CHAPTER XXXVII
“_... His wife and children perceiving it, began to cry after him to return; but the man put his fingers in his ears and ran on, crying, ‘Life! Life Eternal!_’”
They had been in the Louvre, had spent an hour with Felix in that glowing embodiment of the pomp and majesty of human flesh known as the Rubens Medici-Room, and now, for the sheer pleasure of it, had decided to walk home. Mrs. Marshall-Smith, endowed with a figure which showed as yet no need for exercise, and having passed youth’s restless liking for it, had vetoed the plan as far as she went, and entering her waiting ear, had been borne smoothly off, an opulent Juno without her peacocks.
The three who were left, lingered for a moment in the quiet sunny square of the Louvre, looking up at the statue of Lafayette, around at the blossoming early shrubs. Sylvia was still under the spell of the riotous, full-blown splendor of the paintings she had seen. Wherever she looked, she saw again the rainbow brilliance of those glossy satins, that rippling flooding golden hair, those ample, heaving bosoms, those liquid gleaming eyes, the soft abundance of that white and ruddy flesh, with the patina of time like a golden haze over it. The spectacle had been magnificent and the scene they now entered was a worthy successor to it. They walked down through the garden of the Tuileries and emerged upon the Place de la Concorde at five o’clock of a perfect April afternoon, when the great square hummed and sang with the gleaming traffic of luxury. Countless automobiles, like glistening beetles, darted about, each one with its load of carefully dressed and coiffed women, looking out on the weaving glitter of the street with the proprietary, complacent stare of those who feel themselves in the midst of a civilization with which they are in perfect accord. Up the avenue, beyond, streamed an incessant parade of more costly ears, more carriages, shining, caparisoned horses, every outfit sumptuous to its last detail, every one different from all the others, and hundreds and hundreds and hundreds of them, till in the distance they dwindled to a black stream dominated by the upward sweep of the Arc de Triomphe, magnified to fabulous proportions by the filmy haze of the spring day. To their left flowed the Seine, blue and flashing. A little breeze stirred the new leaves on the innumerable trees.
Sylvia stopped for an instant to take in the marvel of this pageant, enacted every day of every season against that magnificent background. She made a gesture to call her companions’ attention to it—“Isn’t it in the key of Rubens—bloom, radiance, life expansive!”
“And Chabrier should set it to music,” said Morrison.
“What does it make you think of?” she asked. “It makes me think of a beautiful young Greek, in a purple chiton, with a wreath of roses in his hair.”
“It makes me think of a beautiful young woman, all fire and spirit, and fineness, who drinks life like a perfumed wine,” said Morrison, his eyes on hers. She felt a little shiver of frightened pleasure, and turned to Page to carry it off, “What does it make you think of?” she asked.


» Exercise instructions
Only lines with the string "chip" should be returned from the data below.

» Excerpted data
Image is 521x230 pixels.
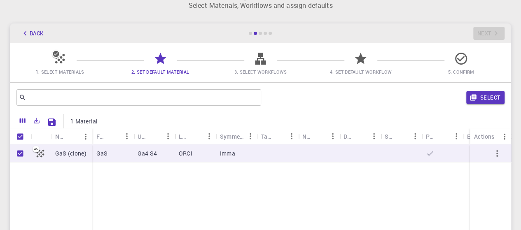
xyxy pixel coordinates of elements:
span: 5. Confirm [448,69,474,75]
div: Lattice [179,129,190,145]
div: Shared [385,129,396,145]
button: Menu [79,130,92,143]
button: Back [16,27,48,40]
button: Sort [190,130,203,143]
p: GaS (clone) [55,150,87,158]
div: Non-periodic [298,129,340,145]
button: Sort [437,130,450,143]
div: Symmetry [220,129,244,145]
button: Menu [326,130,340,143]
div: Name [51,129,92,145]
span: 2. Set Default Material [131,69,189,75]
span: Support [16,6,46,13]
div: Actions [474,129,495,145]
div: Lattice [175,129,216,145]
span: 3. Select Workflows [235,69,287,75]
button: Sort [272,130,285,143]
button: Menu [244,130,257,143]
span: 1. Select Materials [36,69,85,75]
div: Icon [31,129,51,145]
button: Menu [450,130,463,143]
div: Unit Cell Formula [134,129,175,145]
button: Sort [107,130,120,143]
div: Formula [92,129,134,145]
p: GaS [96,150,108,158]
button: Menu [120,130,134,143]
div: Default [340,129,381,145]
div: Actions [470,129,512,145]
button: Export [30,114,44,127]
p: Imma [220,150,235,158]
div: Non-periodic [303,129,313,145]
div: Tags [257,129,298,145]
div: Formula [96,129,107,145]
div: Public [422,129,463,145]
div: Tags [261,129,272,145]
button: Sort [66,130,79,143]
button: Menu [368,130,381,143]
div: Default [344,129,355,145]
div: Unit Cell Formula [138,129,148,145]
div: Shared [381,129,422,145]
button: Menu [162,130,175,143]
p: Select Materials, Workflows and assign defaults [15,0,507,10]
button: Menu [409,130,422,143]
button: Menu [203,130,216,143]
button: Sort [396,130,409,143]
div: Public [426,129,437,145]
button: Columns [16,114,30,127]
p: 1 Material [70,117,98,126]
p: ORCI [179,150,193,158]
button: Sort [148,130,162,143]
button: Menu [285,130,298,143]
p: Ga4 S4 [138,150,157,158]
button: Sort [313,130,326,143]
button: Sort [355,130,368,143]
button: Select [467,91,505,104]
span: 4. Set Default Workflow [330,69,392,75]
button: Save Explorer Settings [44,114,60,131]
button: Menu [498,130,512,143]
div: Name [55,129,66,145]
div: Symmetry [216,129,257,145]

--

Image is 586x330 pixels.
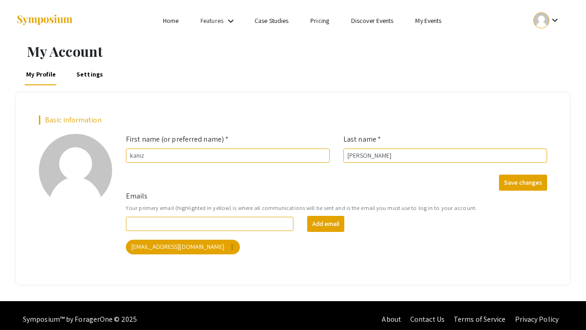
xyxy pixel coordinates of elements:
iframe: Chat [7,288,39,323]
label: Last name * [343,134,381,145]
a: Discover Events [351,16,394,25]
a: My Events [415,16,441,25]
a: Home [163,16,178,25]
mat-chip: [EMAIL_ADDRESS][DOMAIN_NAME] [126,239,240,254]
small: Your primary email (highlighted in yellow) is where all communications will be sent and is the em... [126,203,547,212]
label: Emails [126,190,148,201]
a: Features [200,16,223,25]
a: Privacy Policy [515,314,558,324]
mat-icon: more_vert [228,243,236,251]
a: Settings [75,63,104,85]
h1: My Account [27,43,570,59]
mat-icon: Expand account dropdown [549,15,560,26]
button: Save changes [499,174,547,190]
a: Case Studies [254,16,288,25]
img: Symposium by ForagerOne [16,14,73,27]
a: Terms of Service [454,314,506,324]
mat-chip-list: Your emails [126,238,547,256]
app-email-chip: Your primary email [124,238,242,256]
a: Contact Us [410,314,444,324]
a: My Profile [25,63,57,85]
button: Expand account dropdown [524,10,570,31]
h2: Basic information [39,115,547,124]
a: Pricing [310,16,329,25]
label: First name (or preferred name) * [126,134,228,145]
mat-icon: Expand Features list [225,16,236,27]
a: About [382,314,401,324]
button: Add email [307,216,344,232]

» Response area
mat-chip: [EMAIL_ADDRESS][DOMAIN_NAME] [126,239,240,254]
mat-chip-list: Your emails [126,238,547,256]
app-email-chip: Your primary email [124,238,242,256]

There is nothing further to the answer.